What is transient intermodulation distortion?

Transient Intermodulation distortion (TIM) is usually measured by putting a burst of a fixed frequency into a amplifier and then measuring what actually comes out. By Fourier analisys, you can see that changing amplitude of a frequency actually implies additional frequencies. This is why AM radio stations can't be spaced too close together. They don't just radiate at the carrier frequency, but some range on either side of the carrier frequency.

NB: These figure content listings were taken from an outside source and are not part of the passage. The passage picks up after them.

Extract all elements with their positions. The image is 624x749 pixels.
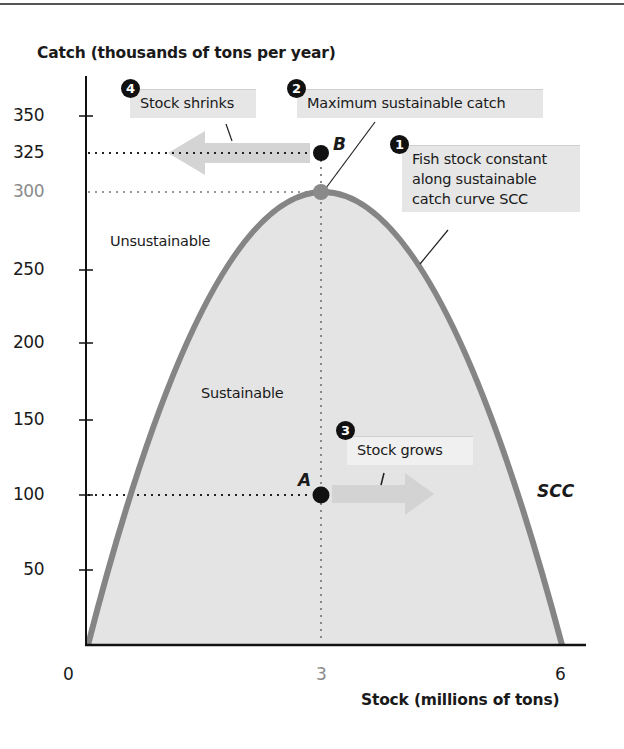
stock-shrinks-arrow <box>168 131 310 175</box>
callout-fish-stock-constant: Fish stock constant along sustainable ca… <box>402 145 580 212</box>
callout-1-line-1: Fish stock constant <box>412 149 572 169</box>
y-tick-300: 300 <box>0 181 44 201</box>
x-tick-6: 6 <box>555 664 566 684</box>
point-a-label: A <box>298 470 311 490</box>
x-axis-title: Stock (millions of tons) <box>361 691 559 709</box>
callout-max-sustainable-catch: Maximum sustainable catch <box>297 89 543 118</box>
x-tick-0: 0 <box>63 664 74 684</box>
callout-max-sustainable-catch-text: Maximum sustainable catch <box>307 95 506 111</box>
scc-curve-label: SCC <box>537 481 574 501</box>
badge-2: 2 <box>287 79 306 98</box>
y-tick-100: 100 <box>0 484 44 504</box>
point-b-label: B <box>333 134 346 154</box>
unsustainable-label: Unsustainable <box>110 233 210 249</box>
point-b <box>313 145 329 161</box>
y-axis-title: Catch (thousands of tons per year) <box>37 44 336 62</box>
badge-1: 1 <box>390 135 409 154</box>
max-sustainable-point <box>313 184 329 200</box>
y-tick-250: 250 <box>0 259 44 279</box>
y-tick-50: 50 <box>0 559 44 579</box>
sustainable-label: Sustainable <box>201 385 284 401</box>
badge-4: 4 <box>121 79 140 98</box>
callout-stock-shrinks-text: Stock shrinks <box>140 95 234 111</box>
callout-stock-shrinks: Stock shrinks <box>130 89 256 118</box>
badge-3: 3 <box>336 421 355 440</box>
point-a <box>313 487 330 504</box>
callout-stock-grows-text: Stock grows <box>357 442 443 458</box>
x-tick-3: 3 <box>316 664 327 684</box>
callout-stock-grows: Stock grows <box>347 436 473 465</box>
leader-c2 <box>326 122 375 188</box>
y-tick-350: 350 <box>0 105 44 125</box>
y-tick-325: 325 <box>0 142 44 162</box>
y-tick-150: 150 <box>0 409 44 429</box>
callout-1-line-2: along sustainable <box>412 169 572 189</box>
y-tick-200: 200 <box>0 332 44 352</box>
callout-1-line-3: catch curve SCC <box>412 189 572 209</box>
leader-c1-visible <box>420 230 448 264</box>
leader-c4 <box>226 124 232 141</box>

The additional frequencies of a single-frequency burst cause particular trouble to some types of amplifiers, and the resulting distortion appears more noticable to human listeners than more general distortion. Put another way, audio quality isn't just about total distortion level, but the type of distortion too. Different types of distortion are more objectionable than others, and TIM is of the more objectionable type. This is why there is sometimes a separate spec for TIM in addition to the overall distortion spec.

TIM seems to be exacerbated by amplifiers that don't have much frequency headroom above the highest desired frequency, and a high global feedback ratio. Design techniques to minimize TIM include:

  1. Making the internal signal path of the amplifier still have gain well above the highest frequency of interest. For example, for a "HiFi" audio amp that must work up to 20 kHz, you may want individual stages to be reasonably flat to 100 kHz.

  2. A simple passive low pass filter in front of the amp that limits incoming signals above the specified operating range. This together with point 1 means that the active part of the amp will only see frequencies for which it's gain is relatively flat. This can be as simple as a one or two stage R-C filter.

  3. The gain of each stage should be stable and well-defined. Do not rely on global feedback to deal with high and unrestrained gain of individual stages.

  4. Keep the global feedback fairly low, which is the same as saying keep the open-loop gain of the overall amp only somewhat above the final desired gain of the whole amp. 10-15 dB seems to be a reasonable range. If all the stages individually have reasonably flat gain, then not much feedback will be needed to guarantee overall flat and predictable gain anyway.